Raising his eyes, John saw that the landscape had changed yet again. The spikes had frayed, broken up into ethereal towers like frozen flames of phosphorescent green. Streaks of black stood in-between.
“We might have an issue on our hands in a moment,” the Gamer warned everyone.
All turned to inspect the portal. Nathalia, Eliana, Nia, John and Moira all stared into the portal. Nothing changed while they observed the unknown land. Nothing could be made out with certainty either. It was all blurry, the details fuzzy even to their eyes.
“Nia, does your sight reveal anything hidden to us?” the Warden asked.
“All is filtered through the barrier that is the portal,” the blonde answered, the black of the void forming like a visor before her eyes. “I can only see the swirls of his magic.”
“Anything you can see?” John extended the question to Devos. The Mite King only paid half attention to the portal. He had been lost in thought this entire time, quietly pondering whatever was occupying his mind.
“My sight is like yours, even if my eyes work differently,” the humanoid insect answered, voice slow and quiet.
“You can go back in the house if the sight is too much for you.” The promise came from Lee. “I know the feeling, no shame and all that.”
John reluctantly removed his gaze from the portal and turned to the house again. Lee and Lorelei were coaxing Yoshua one step at a time towards the threshold. He stepped past it, shoulders quivering, knees buckling, but walking all the same. The tattered strips of his clothes swayed like tendrils in a mild ocean current.
Yoshua winced when he saw Devos. He took half a step back and gulped. He was frozen in fear, but he did not run. A remarkable display of willpower, John found.
Lorelei and Lee were softly talking to the man.
John glanced back at the portal and froze up. “There they are,” he spoke, ghostly.
From out between the frozen flames, dozens of the creatures had emerged. Goat-legged apparitions of dark flesh, each with its own number of additional limbs. 3, 6, 12, one even had thirty thin, boneless, hooved tendrils emerging from its bent back. Their white masks had small gaps in them. Thin flickers of golden light emerged from them, dancing around the world before them like lashing, electric tongues. They were all that moved while they were being observed. The world on the other side of the portal was a photograph of hell. Night had fallen over the warped plains.
“Tzitzimimeh?” John muttered to himself.
Between the anxious Realmbreaker and the creatures whose origin he was only guessing stood another alien.

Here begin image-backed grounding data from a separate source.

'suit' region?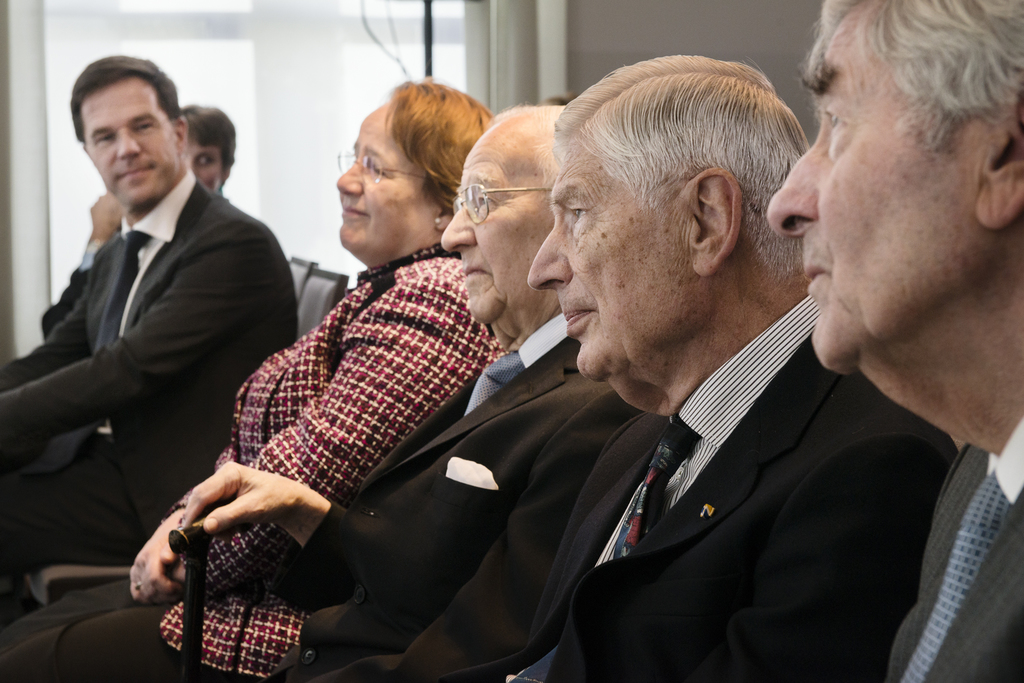
{"left": 0, "top": 174, "right": 298, "bottom": 602}
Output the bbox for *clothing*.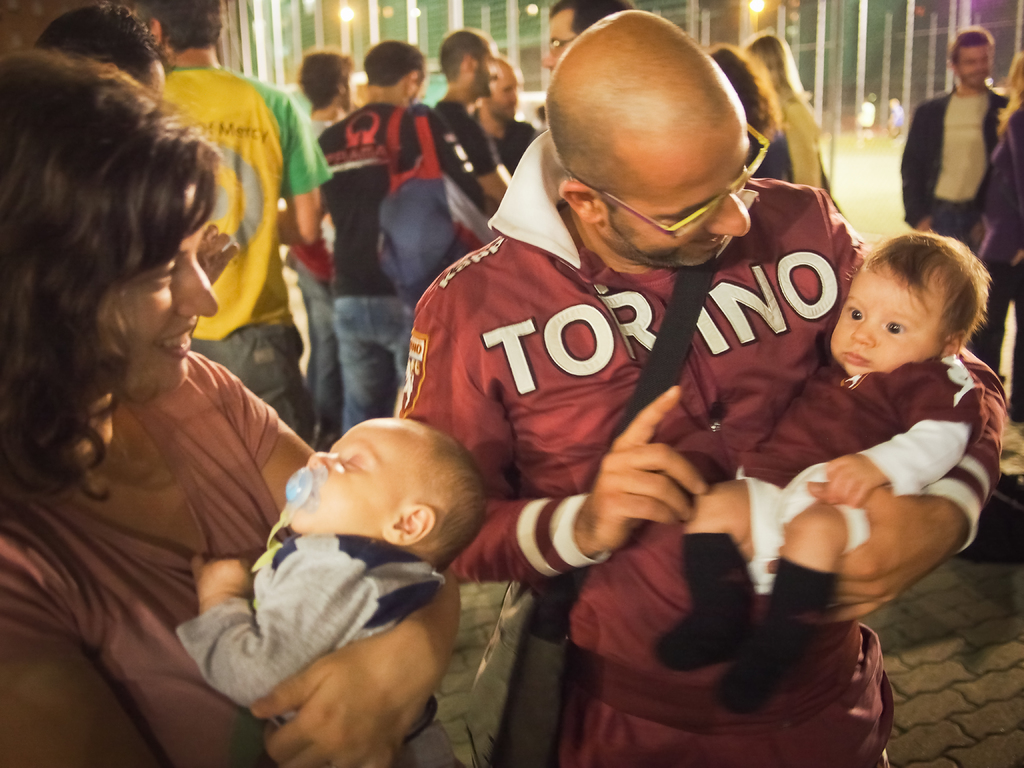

One who spoke in a grim, tired tone, “John, I have to ask a question.”
“Can it wait?” The Gamer gripped the shaft of Inkaryl, the weapon conjured to his side.
“W-w-what’s happening?!” Yoshua stammered.
“What is the obligation of a king?” The Mite King shook his head. “No, that is too small a question for this. Suppose, Emperor of Fusion, that you were the only one of your kind capable of delivering to your people a prosperity they couldn’t even conceive of before. You, alone, have the chance to usher in a utopia of such abundance that any need to migrate, any uncertainty about your species’ continued existence, will be wiped away for thousands of years. If you knew all of this with undeniable certainty… how far would you be willing to go to make that future real?”
John clenched his jaw. All of time seemed to slow to a crawl while he tried to give any answer besides the one in his heart. His pulse raced. The Realmbreaker hyperventilated. Devos’ mandibles grinded sorrowfully. The women around them held their breath.
There was no denying what had to happen next.
“I would stop at nothing,” said one monarch to another. “May I have a question in return?”
Devos held his position, lowered into a crouch, ready to leap. “…Speak it.”
“What gives you that certainty?”
“…I must refuse that answer.”
“I see… LEE, GET THEM OUT OF HERE!”
Just as John screamed, Devos sprung into action.